The Camille Billops and James V. Hatch Archives contains thousands of African American-authored playscripts, posters, theater programs, rare books, periodicals, photographs, audio interviews and other material documenting African American arts history and culture.

The archive is one of the premier collections of its kind, attracting scholars and researchers across the country. Emory professors and instructors in African American studies, theater, film and media studies, and English and creative writing continue to use the Billops-Hatch collection in their teaching. 

Sharing the archive with the community

Emory Libraries staged a major exhibition in the Woodruff Library four years ago to celebrate the collection. “Still Raising Hell: The Art, Activism, and Archives of Camille Billops and James V. Hatch,” which opened in September 2016, showcased the breadth and depth of the collection and the artist-activists interviewed and befriended by the couple (documented in a selection from some 10,000 slides in the archive). The couple attended the opening and were quite humorous in their remarks.

A traveling exhibit called “Speak What Must Be Spoken,” an offshoot of “Still Raising Hell,” is in its second year of visiting an Atlanta-area school (this year at Drew Charter School and last year at Dr. Martin Luther King Jr. Middle School).

The materials from the archive and the exhibition inspire students with lessons on the history of black art and activism, pursuing your goals, and standing up for social justice issues. The students apply what they’ve learned creatively through original plays, dance, music and artwork. 
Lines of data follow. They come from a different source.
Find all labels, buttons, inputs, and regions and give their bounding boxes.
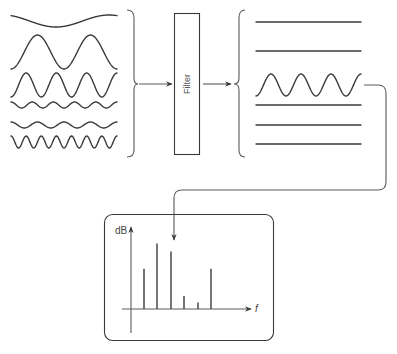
input-wave-3	[11, 73, 117, 97]
input-wave-6	[11, 136, 117, 148]
right-brace	[234, 10, 245, 157]
y-axis-label: dB	[115, 226, 127, 236]
input-wave-4	[11, 102, 117, 108]
filter-label: Filter	[182, 74, 192, 94]
left-brace	[127, 10, 138, 157]
input-wave-2	[11, 35, 117, 69]
x-axis-label: f	[255, 304, 258, 314]
connector-arrow	[174, 85, 386, 240]
spectrum-bars	[144, 243, 211, 309]
output-signals	[256, 22, 361, 144]
input-wave-1	[11, 15, 117, 27]
input-wave-5	[11, 122, 117, 128]
output-passed-wave	[256, 74, 361, 96]
filter-diagram	[0, 0, 397, 354]
spectrum-box	[105, 215, 274, 341]
input-waves	[11, 15, 117, 148]
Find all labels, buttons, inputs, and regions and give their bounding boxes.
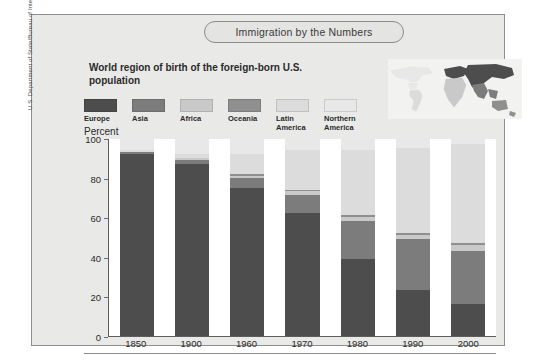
bar-segment: [341, 221, 375, 259]
bar-segment: [285, 195, 319, 213]
y-tick-label: 0: [96, 332, 101, 343]
x-tick-label: 1980: [330, 338, 385, 352]
legend-swatch: [132, 99, 165, 112]
legend-heading: World region of birth of the foreign-bor…: [89, 61, 329, 87]
bar-segment: [175, 138, 209, 154]
bar-group: [109, 139, 496, 336]
bar-segment: [396, 148, 430, 233]
bottom-rule: [84, 353, 496, 354]
bar-segment: [451, 251, 485, 304]
bar-segment: [285, 150, 319, 190]
legend-label: Northern America: [324, 114, 356, 132]
legend-item-latin-america[interactable]: Latin America: [276, 99, 324, 132]
x-tick-label: 1960: [219, 338, 274, 352]
legend-label: Europe: [84, 114, 110, 123]
bar-segment: [120, 154, 154, 336]
stacked-bar[interactable]: [175, 138, 209, 336]
x-tick-label: 2000: [441, 338, 496, 352]
stacked-bar[interactable]: [341, 138, 375, 336]
y-tick-label: 100: [85, 134, 101, 145]
stacked-bar[interactable]: [120, 138, 154, 336]
bar-segment: [396, 138, 430, 148]
y-tick-label: 60: [90, 213, 101, 224]
bar-segment: [341, 150, 375, 215]
legend-label: Asia: [132, 114, 148, 123]
bar-slot: [164, 139, 219, 336]
bar-segment: [341, 138, 375, 150]
bar-slot: [109, 139, 164, 336]
bar-slot: [220, 139, 275, 336]
legend: EuropeAsiaAfricaOceaniaLatin AmericaNort…: [84, 99, 384, 132]
bar-segment: [230, 188, 264, 337]
legend-item-oceania[interactable]: Oceania: [228, 99, 276, 123]
stacked-bar[interactable]: [285, 138, 319, 336]
stacked-bar[interactable]: [451, 138, 485, 336]
bar-segment: [230, 138, 264, 154]
bar-segment: [285, 213, 319, 336]
legend-swatch: [324, 99, 357, 112]
y-tick-label: 20: [90, 292, 101, 303]
x-tick-label: 1990: [385, 338, 440, 352]
legend-item-europe[interactable]: Europe: [84, 99, 132, 123]
y-tick-label: 40: [90, 252, 101, 263]
legend-item-asia[interactable]: Asia: [132, 99, 180, 123]
bar-slot: [441, 139, 496, 336]
bar-segment: [396, 239, 430, 290]
stacked-bar[interactable]: [396, 138, 430, 336]
stacked-bar[interactable]: [230, 138, 264, 336]
x-tick-label: 1970: [274, 338, 329, 352]
bar-slot: [275, 139, 330, 336]
legend-item-northern-america[interactable]: Northern America: [324, 99, 372, 132]
legend-label: Latin America: [276, 114, 306, 132]
legend-swatch: [180, 99, 213, 112]
plot-area: 020406080100: [84, 139, 496, 337]
legend-label: Africa: [180, 114, 201, 123]
bar-segment: [175, 164, 209, 336]
bar-segment: [396, 290, 430, 336]
legend-swatch: [276, 99, 309, 112]
x-axis: 1850190019601970198019902000: [108, 338, 496, 352]
world-map-icon: [388, 59, 522, 119]
y-axis: 020406080100: [84, 139, 104, 337]
bar-segment: [451, 304, 485, 336]
plot-canvas: [108, 139, 496, 337]
x-tick-label: 1850: [108, 338, 163, 352]
bar-slot: [385, 139, 440, 336]
bar-slot: [330, 139, 385, 336]
bar-segment: [451, 144, 485, 243]
x-tick-label: 1900: [163, 338, 218, 352]
y-tick-label: 80: [90, 173, 101, 184]
chart-frame: Immigration by the Numbers World region …: [31, 14, 505, 346]
bar-segment: [120, 138, 154, 150]
bar-segment: [285, 138, 319, 150]
legend-label: Oceania: [228, 114, 257, 123]
bar-segment: [341, 259, 375, 336]
title-banner: Immigration by the Numbers: [204, 21, 404, 43]
legend-swatch: [84, 99, 117, 112]
legend-swatch: [228, 99, 261, 112]
source-credit: U.S. Department of State/Bureau of Inter…: [27, 0, 33, 110]
bar-segment: [230, 178, 264, 188]
bar-segment: [230, 154, 264, 174]
legend-item-africa[interactable]: Africa: [180, 99, 228, 123]
page-title: Immigration by the Numbers: [235, 26, 372, 38]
Pellom McDaniels III, curator of the Rose Library’s African American collections and of “Still Raising Hell” and “Speak What Must Be Spoken,” wrote a blog paying tribute to Hatch.

“Jim Hatch is not as well known for his work as he should be,” McDaniels says. “I want to call attention to his contributions, because he had such dedication and commitment to African American theater.”

A resource unlike any others 

Researchers have relied on the Billops-Hatch Archive for their book projects, class work and digitization projects. Theater historian Craig Prentiss, a religious studies professor at Rockhurst University and the author of “Staging Faith: Religion and African American Theater from the Harlem Renaissance to World War II,” visited Emory in 2014 to discuss his book, for which he used the archive during his research.

“I don't think there's a collection that compares to the Billops-Hatch collection with respect to African American theater as a whole,” Prentiss said at the time, adding he spent a week at Emory researching in the archive. “This collection is the best there is.”

Billops and Hatch also collaborated on six films that explore race, class, gender and history. The Rose Library hosted a film symposium in 2014 with screenings and scholarly discussions. 

One of those films, Billops’ 1982 documentary “Suzanne, Suzanne,” was placed on the National Film Registry in 2016. McDaniels said Matthew Bernstein, Emory film and media studies professor and department chair who serves on the National Film Preservation Board, saw the film at a campus screening a few years prior and recommended it be placed on the registry. 

Hatch and Billops conducted hundreds of audio interviews with black artists — many of which after 1981 were published in their periodical, “Artist and Influence” — that are part of the Rose archive.

“The voices and artistic accomplishments of the generations of artists and activists who were part of Jim and Camille’s community have enriched and expanded the worlds of all of us who have access to the Billops-Hatch archive,” says Rose Library director Jennifer Gunter King. 

“We are profoundly grateful to them for being visionaries and for entrusting the Emory Libraries with their legacy. We mourn Jim’s passing deeply and reflect on his contributions with gratitude.”